A New Year… and Not Quite the Same You
Insights and reflections for leaders carrying momentum, meaning, and realities of a New Year
A few weeks ago, I revisited my ancestry results. It is something I first explored years ago with curiosity but no major revelations.
This time, a new update offered a small but meaningful insight.
It suggested that I am likely a night owl and that I carry a higher than average determination in my DNA.
I smiled when I read that.
Because the determination I feel really does come from those who came before me. And yes, I once was a night owl.
But that update reminded me of something else too.
That we enter each new year with more than goals or plans or lists.
We enter with lineage.
With memory.
With traits shaped long before we learned their names.
With the quiet strength inherited from those who raised us and those we lost.
It made me pause long enough to ask a question.
Am I the same me I was twelve months ago?
Or am I becoming someone new?
The truth, of course, is somewhere in between.
I am still me.
But not untouched.
Not unchanged.
Not unaware of what the past year required.
As that question settled, it helped me see more clearly what this year has shaped in me.
What This Year Taught Me
This year asked a great deal of me as a leader and as a person carrying grief.
It stretched my capacity and softened my edges.
It sharpened my clarity and widened my compassion.
It reminded me that growth is not always loud or visible.
Sometimes it looks like endurance amidst challenge upon challenge.
Sometimes it looks like restraint.
Sometimes it looks like coming home to yourself again.
And I know many of you feel that too.
Because while The Mourning Manager centers the loss of loved ones, I also hear from leaders grieving:
• roles you outgrew
• workplace relationships that revealed more than you expected
• layoffs or reorganizations that shifted your footing
• identities tied to work that you released
• new realities in your organization that required emotional adjustment
• transitions that carried weight long after the moment passed
Loss has many forms. And leaders carry more of it than most people ever see.
This is why the question of who we are becoming matters. Grief changes us, yes, but so does clarity, capacity, and purpose. And the combination is what carried me through the past year.
What This Next Season Is Asking of Me
As momentum and meaning continued rising in my own life, I saw them rising here too, especially in these first sixty days of The Mourning Manager.
When I pressed publish on the first issue of The Mourning Manager sixty days ago, I did not know what would unfold. I only sensed that leaders were carrying grief quietly, privately, and often alone.
What I did not expect was how many of you would write back.
How many of you would say:
🖤 This is how I feel, but I did not have the words.
🖤 I want to keep leading well, even while I am still healing.
🖤 I thought I was the only one trying to hold both.
In just sixty days, this community has reached readers in twenty five states and even outside the U.S., including India, reminding me that leaders everywhere are carrying more than they name.
These early months have confirmed something important.
You can lead well and grieve well.
You do not have to choose.
And you do not have to hide one to honor the other.
This is the kind of leadership space I hoped to build.
Stepping Into 2026 With Energized Clarity
As I look toward this next season, I realize I have more unfolding than I could have imagined even four months ago.
This community.
New projects.
Unexpected opportunities.
A sense of purpose that continues to open in front of me.
And yet I am still managing my grief.
Still navigating my own becoming.
Still moving through the quiet work of healing.
Holding both is what makes this next part true.
What I am learning is that it is possible to have momentum while you are still managing the moment. Both can be true. Both can be honored.
And that is, in many ways, the heart of The Mourning Manager.
This year reminded me that strength and softness can coexist.
That becoming is both inherited and chosen.
And that truth is shaping how I step into 2026.
As I step into this new year, I am choosing to move with energized clarity.
A way of leading that holds both momentum and meaning.
A way of moving that honors what I am carrying and what I am called to step into next.
Energized clarity is the strength to move forward with intention.
It is focus without overwhelm.
Determination without depletion.
Purpose aligned with pace.
This is the posture guiding me into the new year.
Clear, grounded, and aligned with who I am becoming.
As you enter the new year, I hope you carry both your momentum and your meaning. I hope you honor what remained steady, acknowledge what changed, and trust the parts of you that are still becoming. You are allowed to grow at your own pace, to lead with honesty, and to shape a future that reflects both your strength and your story.
Heading into the new year different, but determined.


→ **Your assignment**
Copy each line containing "blue" from the listing below.
(Beginning of Data provided)
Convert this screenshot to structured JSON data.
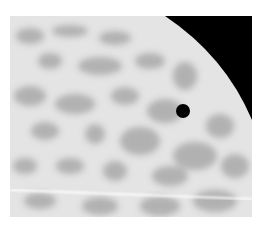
{
  "image": {
    "subject": "solar-disk-transit",
    "description": "Grayscale close-up of a mottled bright disk limb against black sky with a small dark round body silhouetted on the disk",
    "colors": {
      "background": "#ffffff",
      "sky": "#000000",
      "disk_light": "#e6e6e6",
      "disk_mottle": "#a8a8a8",
      "transit_dot": "#000000",
      "streak": "#ffffff"
    }
  }
}
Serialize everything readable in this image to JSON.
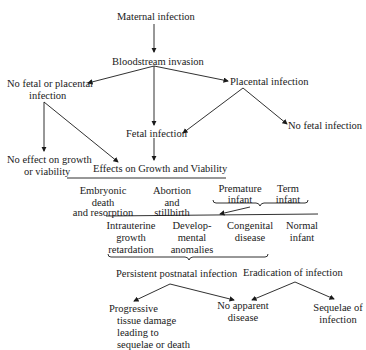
{
  "nodes": {
    "maternal_infection": "Maternal infection",
    "bloodstream_invasion": "Bloodstream invasion",
    "no_fetal_placental_1": "No fetal or placental",
    "no_fetal_placental_2": "infection",
    "placental_infection": "Placental infection",
    "fetal_infection": "Fetal infection",
    "no_fetal_infection": "No fetal infection",
    "no_effect_1": "No effect on growth",
    "no_effect_2": "or viability",
    "effects_title": "Effects on Growth and Viability",
    "embryonic_1": "Embryonic",
    "embryonic_2": "death",
    "embryonic_3": "and resorption",
    "abortion_1": "Abortion",
    "abortion_2": "and",
    "abortion_3": "stillbirth",
    "premature_1": "Premature",
    "premature_2": "infant",
    "term_1": "Term",
    "term_2": "infant",
    "iugr_1": "Intrauterine",
    "iugr_2": "growth",
    "iugr_3": "retardation",
    "dev_1": "Develop-",
    "dev_2": "mental",
    "dev_3": "anomalies",
    "congenital_1": "Congenital",
    "congenital_2": "disease",
    "normal_1": "Normal",
    "normal_2": "infant",
    "persistent": "Persistent postnatal infection",
    "eradication": "Eradication of infection",
    "progressive_1": "Progressive",
    "progressive_2": "tissue damage",
    "progressive_3": "leading to",
    "progressive_4": "sequelae or death",
    "no_apparent_1": "No apparent",
    "no_apparent_2": "disease",
    "sequelae_1": "Sequelae of",
    "sequelae_2": "infection"
  }
}
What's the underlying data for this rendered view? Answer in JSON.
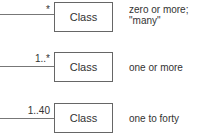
{
  "rows": [
    {
      "multiplicity": "*",
      "class_label": "Class",
      "description_line1": "zero or more;",
      "description_line2": "\"many\""
    },
    {
      "multiplicity": "1..*",
      "class_label": "Class",
      "description_line1": "one or more",
      "description_line2": ""
    },
    {
      "multiplicity": "1..40",
      "class_label": "Class",
      "description_line1": "one to forty",
      "description_line2": ""
    }
  ]
}
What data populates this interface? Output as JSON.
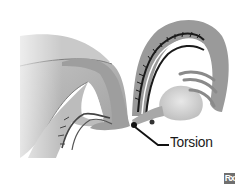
{
  "diagram": {
    "labels": [
      {
        "id": "torsion",
        "text": "Torsion"
      }
    ],
    "badge": {
      "text": "Rx"
    },
    "colors": {
      "background": "#ffffff",
      "tissue_dark": "#8c8c8c",
      "tissue_mid": "#a9a9a9",
      "tissue_light": "#c8c8c8",
      "ovary": "#d9d9d9",
      "outline": "#1a1a1a",
      "label": "#1a1a1a"
    }
  }
}
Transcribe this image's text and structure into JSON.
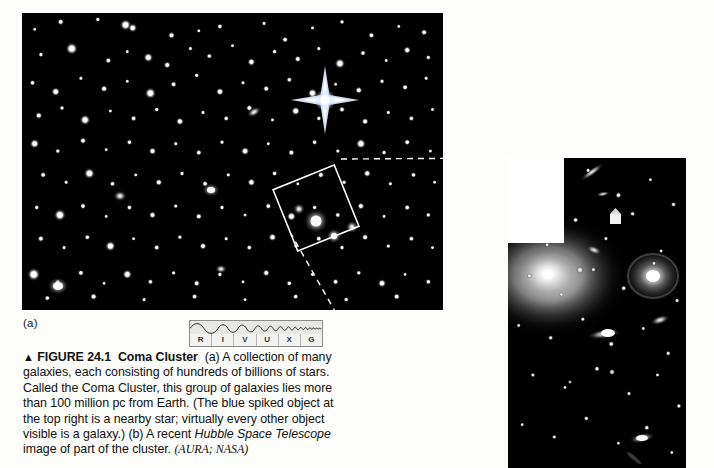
{
  "figure": {
    "panel_a_label": "(a)",
    "caption": {
      "triangle": "▲",
      "figure_number": "FIGURE 24.1",
      "figure_title": "Coma Cluster",
      "body_part_a": "(a) A collection of many galaxies, each consisting of hundreds of billions of stars. Called the Coma Cluster, this group of galaxies lies more than 100 million pc from Earth. (The blue spiked object at the top right is a nearby star; virtually every other object visible is a galaxy.)",
      "body_part_b_before": "(b) A recent ",
      "body_part_b_italic": "Hubble Space Telescope",
      "body_part_b_after": " image of part of the cluster. ",
      "credit": "(AURA; NASA)"
    }
  },
  "spectrum_band": {
    "name": "RIVUXG wavelength band indicator",
    "labels": [
      "R",
      "I",
      "V",
      "U",
      "X",
      "G"
    ],
    "active": "V",
    "box_color": "#e7e7e4",
    "border_color": "#8c8c8c"
  },
  "panel_a": {
    "name": "coma-cluster-wide-field",
    "background": "#000000",
    "callout_box": {
      "rotation_deg": -22,
      "center_x": 316,
      "center_y": 208,
      "size": 66,
      "stroke": "#ffffff"
    },
    "spiked_star": {
      "center_x": 325,
      "center_y": 100,
      "color": "#dfe8ff",
      "note": "blue spiked nearby star at top right"
    }
  },
  "panel_b": {
    "name": "hubble-close-up",
    "background": "#000000",
    "notch_color": "#ffffff"
  },
  "leader_lines": {
    "stroke": "#ffffff",
    "dash": "6 5"
  },
  "chart_data": {
    "type": "scatter",
    "xlabel": "",
    "ylabel": "",
    "note": "Point sources plotted as normalized coordinates 0-1 within panel a; r = relative brightness radius in px",
    "series": [
      {
        "name": "panel_a_sources",
        "points": [
          [
            0.03,
            0.055,
            1.0
          ],
          [
            0.092,
            0.03,
            1.5
          ],
          [
            0.18,
            0.022,
            1.2
          ],
          [
            0.246,
            0.04,
            2.6
          ],
          [
            0.263,
            0.05,
            2.0
          ],
          [
            0.355,
            0.075,
            1.6
          ],
          [
            0.42,
            0.06,
            1.0
          ],
          [
            0.47,
            0.045,
            1.3
          ],
          [
            0.575,
            0.035,
            1.1
          ],
          [
            0.625,
            0.09,
            1.4
          ],
          [
            0.69,
            0.05,
            1.0
          ],
          [
            0.76,
            0.03,
            1.2
          ],
          [
            0.83,
            0.075,
            1.4
          ],
          [
            0.895,
            0.045,
            1.0
          ],
          [
            0.955,
            0.065,
            1.5
          ],
          [
            0.045,
            0.14,
            1.2
          ],
          [
            0.118,
            0.12,
            2.8
          ],
          [
            0.205,
            0.16,
            1.4
          ],
          [
            0.25,
            0.13,
            1.0
          ],
          [
            0.3,
            0.15,
            2.2
          ],
          [
            0.345,
            0.175,
            1.6
          ],
          [
            0.4,
            0.12,
            1.1
          ],
          [
            0.445,
            0.145,
            1.3
          ],
          [
            0.5,
            0.11,
            1.0
          ],
          [
            0.545,
            0.165,
            1.8
          ],
          [
            0.6,
            0.13,
            1.2
          ],
          [
            0.655,
            0.155,
            1.5
          ],
          [
            0.705,
            0.12,
            1.1
          ],
          [
            0.755,
            0.17,
            2.4
          ],
          [
            0.81,
            0.135,
            1.3
          ],
          [
            0.865,
            0.16,
            1.0
          ],
          [
            0.915,
            0.125,
            1.7
          ],
          [
            0.965,
            0.15,
            1.2
          ],
          [
            0.025,
            0.235,
            1.3
          ],
          [
            0.08,
            0.265,
            2.0
          ],
          [
            0.14,
            0.22,
            1.1
          ],
          [
            0.195,
            0.255,
            1.6
          ],
          [
            0.25,
            0.23,
            1.0
          ],
          [
            0.305,
            0.27,
            2.6
          ],
          [
            0.36,
            0.24,
            1.4
          ],
          [
            0.415,
            0.21,
            1.2
          ],
          [
            0.47,
            0.265,
            1.8
          ],
          [
            0.525,
            0.235,
            1.1
          ],
          [
            0.58,
            0.255,
            1.5
          ],
          [
            0.635,
            0.225,
            1.3
          ],
          [
            0.69,
            0.27,
            2.2
          ],
          [
            0.745,
            0.24,
            1.0
          ],
          [
            0.8,
            0.26,
            1.6
          ],
          [
            0.855,
            0.23,
            1.2
          ],
          [
            0.91,
            0.25,
            1.4
          ],
          [
            0.96,
            0.22,
            1.1
          ],
          [
            0.04,
            0.345,
            1.6
          ],
          [
            0.095,
            0.32,
            1.2
          ],
          [
            0.15,
            0.36,
            2.4
          ],
          [
            0.21,
            0.33,
            1.0
          ],
          [
            0.265,
            0.355,
            1.4
          ],
          [
            0.32,
            0.325,
            1.2
          ],
          [
            0.375,
            0.365,
            1.8
          ],
          [
            0.43,
            0.335,
            1.1
          ],
          [
            0.485,
            0.355,
            1.3
          ],
          [
            0.54,
            0.32,
            1.5
          ],
          [
            0.595,
            0.36,
            1.0
          ],
          [
            0.65,
            0.33,
            2.0
          ],
          [
            0.705,
            0.355,
            1.2
          ],
          [
            0.76,
            0.325,
            1.4
          ],
          [
            0.815,
            0.365,
            1.6
          ],
          [
            0.87,
            0.335,
            1.1
          ],
          [
            0.925,
            0.355,
            1.3
          ],
          [
            0.975,
            0.325,
            1.0
          ],
          [
            0.03,
            0.44,
            2.2
          ],
          [
            0.085,
            0.465,
            1.2
          ],
          [
            0.145,
            0.43,
            1.5
          ],
          [
            0.2,
            0.46,
            1.0
          ],
          [
            0.255,
            0.435,
            1.3
          ],
          [
            0.31,
            0.465,
            1.7
          ],
          [
            0.365,
            0.44,
            1.1
          ],
          [
            0.42,
            0.47,
            1.4
          ],
          [
            0.475,
            0.435,
            1.2
          ],
          [
            0.53,
            0.465,
            1.9
          ],
          [
            0.585,
            0.44,
            1.0
          ],
          [
            0.64,
            0.47,
            1.5
          ],
          [
            0.695,
            0.435,
            1.3
          ],
          [
            0.75,
            0.465,
            1.1
          ],
          [
            0.805,
            0.44,
            2.3
          ],
          [
            0.86,
            0.47,
            1.2
          ],
          [
            0.915,
            0.435,
            1.4
          ],
          [
            0.97,
            0.465,
            1.0
          ],
          [
            0.05,
            0.545,
            1.4
          ],
          [
            0.105,
            0.57,
            1.1
          ],
          [
            0.16,
            0.54,
            2.5
          ],
          [
            0.215,
            0.575,
            1.3
          ],
          [
            0.27,
            0.545,
            1.0
          ],
          [
            0.325,
            0.57,
            1.6
          ],
          [
            0.38,
            0.54,
            1.2
          ],
          [
            0.435,
            0.575,
            1.4
          ],
          [
            0.49,
            0.545,
            1.1
          ],
          [
            0.545,
            0.57,
            1.8
          ],
          [
            0.6,
            0.54,
            1.3
          ],
          [
            0.655,
            0.575,
            1.0
          ],
          [
            0.71,
            0.545,
            1.5
          ],
          [
            0.765,
            0.57,
            1.2
          ],
          [
            0.82,
            0.54,
            1.7
          ],
          [
            0.875,
            0.575,
            1.1
          ],
          [
            0.93,
            0.545,
            1.3
          ],
          [
            0.98,
            0.57,
            1.0
          ],
          [
            0.035,
            0.655,
            1.2
          ],
          [
            0.09,
            0.68,
            2.7
          ],
          [
            0.145,
            0.65,
            1.4
          ],
          [
            0.2,
            0.685,
            1.0
          ],
          [
            0.255,
            0.655,
            1.3
          ],
          [
            0.31,
            0.68,
            1.6
          ],
          [
            0.365,
            0.65,
            1.1
          ],
          [
            0.42,
            0.685,
            1.5
          ],
          [
            0.475,
            0.655,
            1.2
          ],
          [
            0.53,
            0.68,
            1.0
          ],
          [
            0.585,
            0.65,
            1.4
          ],
          [
            0.64,
            0.685,
            2.1
          ],
          [
            0.695,
            0.655,
            1.2
          ],
          [
            0.75,
            0.68,
            1.3
          ],
          [
            0.805,
            0.65,
            1.6
          ],
          [
            0.86,
            0.685,
            1.0
          ],
          [
            0.915,
            0.655,
            1.4
          ],
          [
            0.965,
            0.68,
            1.2
          ],
          [
            0.045,
            0.76,
            1.5
          ],
          [
            0.1,
            0.79,
            1.1
          ],
          [
            0.155,
            0.755,
            1.3
          ],
          [
            0.21,
            0.785,
            2.4
          ],
          [
            0.265,
            0.76,
            1.0
          ],
          [
            0.32,
            0.79,
            1.4
          ],
          [
            0.375,
            0.755,
            1.2
          ],
          [
            0.43,
            0.785,
            1.6
          ],
          [
            0.485,
            0.76,
            1.1
          ],
          [
            0.54,
            0.79,
            1.3
          ],
          [
            0.595,
            0.755,
            1.8
          ],
          [
            0.65,
            0.785,
            1.0
          ],
          [
            0.705,
            0.76,
            1.4
          ],
          [
            0.76,
            0.79,
            1.2
          ],
          [
            0.815,
            0.755,
            1.5
          ],
          [
            0.87,
            0.785,
            1.1
          ],
          [
            0.925,
            0.76,
            1.3
          ],
          [
            0.975,
            0.79,
            1.0
          ],
          [
            0.028,
            0.88,
            3.0
          ],
          [
            0.085,
            0.905,
            1.2
          ],
          [
            0.14,
            0.875,
            1.4
          ],
          [
            0.195,
            0.91,
            1.0
          ],
          [
            0.25,
            0.88,
            2.2
          ],
          [
            0.305,
            0.905,
            1.3
          ],
          [
            0.36,
            0.875,
            1.1
          ],
          [
            0.415,
            0.91,
            1.5
          ],
          [
            0.47,
            0.88,
            1.2
          ],
          [
            0.525,
            0.905,
            1.0
          ],
          [
            0.58,
            0.875,
            1.6
          ],
          [
            0.635,
            0.91,
            1.3
          ],
          [
            0.69,
            0.88,
            1.1
          ],
          [
            0.745,
            0.905,
            1.4
          ],
          [
            0.8,
            0.875,
            1.2
          ],
          [
            0.855,
            0.91,
            1.9
          ],
          [
            0.91,
            0.88,
            1.0
          ],
          [
            0.965,
            0.905,
            1.3
          ],
          [
            0.06,
            0.96,
            1.3
          ],
          [
            0.17,
            0.955,
            1.6
          ],
          [
            0.29,
            0.965,
            1.1
          ],
          [
            0.41,
            0.955,
            1.4
          ],
          [
            0.53,
            0.965,
            1.0
          ],
          [
            0.65,
            0.955,
            1.3
          ],
          [
            0.77,
            0.965,
            1.2
          ],
          [
            0.89,
            0.955,
            1.5
          ]
        ]
      },
      {
        "name": "panel_b_sources",
        "points": [
          [
            0.1,
            0.06,
            1.0
          ],
          [
            0.28,
            0.1,
            1.3
          ],
          [
            0.45,
            0.04,
            1.1
          ],
          [
            0.62,
            0.12,
            1.4
          ],
          [
            0.8,
            0.07,
            1.0
          ],
          [
            0.93,
            0.15,
            1.2
          ],
          [
            0.07,
            0.22,
            1.1
          ],
          [
            0.22,
            0.28,
            1.0
          ],
          [
            0.38,
            0.2,
            1.3
          ],
          [
            0.55,
            0.26,
            1.1
          ],
          [
            0.7,
            0.18,
            1.2
          ],
          [
            0.86,
            0.3,
            1.0
          ],
          [
            0.12,
            0.38,
            1.2
          ],
          [
            0.3,
            0.44,
            1.0
          ],
          [
            0.48,
            0.36,
            1.1
          ],
          [
            0.65,
            0.42,
            1.3
          ],
          [
            0.82,
            0.34,
            1.0
          ],
          [
            0.95,
            0.46,
            1.1
          ],
          [
            0.06,
            0.54,
            1.0
          ],
          [
            0.24,
            0.58,
            1.2
          ],
          [
            0.42,
            0.52,
            1.1
          ],
          [
            0.58,
            0.6,
            1.4
          ],
          [
            0.76,
            0.55,
            1.0
          ],
          [
            0.9,
            0.63,
            1.2
          ],
          [
            0.14,
            0.7,
            1.1
          ],
          [
            0.32,
            0.74,
            1.0
          ],
          [
            0.5,
            0.68,
            1.3
          ],
          [
            0.68,
            0.76,
            1.1
          ],
          [
            0.84,
            0.7,
            1.0
          ],
          [
            0.96,
            0.8,
            1.2
          ],
          [
            0.08,
            0.86,
            1.0
          ],
          [
            0.26,
            0.9,
            1.1
          ],
          [
            0.44,
            0.84,
            1.2
          ],
          [
            0.62,
            0.92,
            1.0
          ],
          [
            0.78,
            0.87,
            1.3
          ],
          [
            0.92,
            0.95,
            1.0
          ]
        ]
      }
    ]
  }
}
(End of Data provided)
→ **Answer below**
      "body_part_a": "(a) A collection of many galaxies, each consisting of hundreds of billions of stars. Called the Coma Cluster, this group of galaxies lies more than 100 million pc from Earth. (The blue spiked object at the top right is a nearby star; virtually every other object visible is a galaxy.)",
      "note": "blue spiked nearby star at top right"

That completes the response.